Not many drop-ins here, Ava guessed. “Mr. Seto is indisposed. I’m here by myself.”
“I’ll let Mr. Bates know. I’ll be back in a minute.”
The woman left the desk and walked to the door on the left. She punched in a six-digit security code, turned, and disappeared.
Ava looked through the magazines on the coffee table and found an Economist as well as a week-old copy of the Financial Times. She was debating which one to read when the beige door opened and the woman reappeared. “Could you follow me, please,” she said.
Ava trailed her down a hallway lined with closed doors. At the end, standing in an open doorway, was a tall, slim young man who bore a remarkable resemblance to the actor Jude Law. That can’t be Bates, Ava thought. The man managing the bank’s interests in the world’s largest offshore tax haven had to be more senior, tried, tested. Ava had the feeling she was being sloughed off. A ripple of panic danced in her stomach.
“Hello, I’m Jeremy Bates. So pleased to meet you,” he said.
Ava took his extended hand, assessing his off-white monogrammed shirt, blue and yellow Ferragamo silk tie, slate grey light wool tailored slacks with their sharp, straight crease, and glistening black lace-up shoes. Those shoes are handmade, Ava thought, and Bates is no working-class boy.
He was just over six feet, and as he looked down Ava saw that he was eyeing her just as closely. She gave him her shyest smile and said, “Thank you so much for seeing me.”
“I was expecting Mr. Seto as well,” he said, stepping aside and motioning for her to come into his office.
“He is terribly ill,” she said.
“We’ll sit at my conference table,” said Bates. “Nothing serious with him, I trust?”
“Food poisoning. We ate a hurried meal before getting on the plane yesterday and something did not sit right with him. He’s been either in his bed or in the bathroom since we arrived, and either running a fever or experiencing chills.”
“So he’s here in Road Town?”
“Oh, yes, just not mobile.”
She sat, her eyes wandering around the office. It was massive, as large as the reception area, designed to impress. More mahogany in the desk and credenza, another Persian rug spread over wooden floors. A high-backed, heavily padded green leather chair sat behind the desk, with two smaller ones in front of it. There were three picture windows on the back wall and the side walls were lined with bookcases filled with what looked like company minute books. Then her eye caught something a bit more modern. In the upper right-hand corner, where ceiling met wall, she saw a tiny camera. She had no doubt that every meeting in this room was recorded.
“My business card,” he said, passing it to her.
“Thank you,” she said, noting his title: DIRECTOR, PRIVATE BANKING, BRITISH VIRGIN ISLANDS.
“Now, I have tea, coffee, and water. Do you have a preference?”
“Oh, nothing, thank you,” she said, finding herself still taken aback by his youth and good looks.
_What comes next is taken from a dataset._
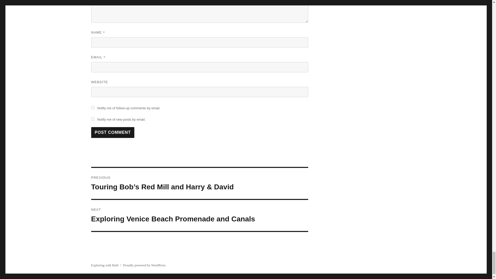 This screenshot has width=496, height=279. I want to click on Post Comment, so click(113, 132).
His hair was dark blond, short, receding at the temples. He had brilliant blue eyes set a bit far apart, and his nose was long and slender.
“Fine,” he said, pouring himself a glass of water. “Now tell me, Ms. Lee, in what capacity are you affiliated with Mr. Seto?”
She took her business card from the Chanel bag and held it at two corners as she presented it to Bates. “Our firm is the accountant of record for Dynamic Financial Services. Dynamic finances purchase orders and letters of credit and generally facilitates trade among Southeast Asia, Europe, and North America. One of Mr. Seto’s companies, Seafood Partners, has used Dynamic’s services extensively over the past six months and the principals have developed a close working relationship. About two months ago, Mr. Seto decided to take an equity position in a scallop and shrimp plant in Yantai, on the northern coast of the Yellow Sea. He used Dynamic to broker the deal, and now we’re getting ready to close.”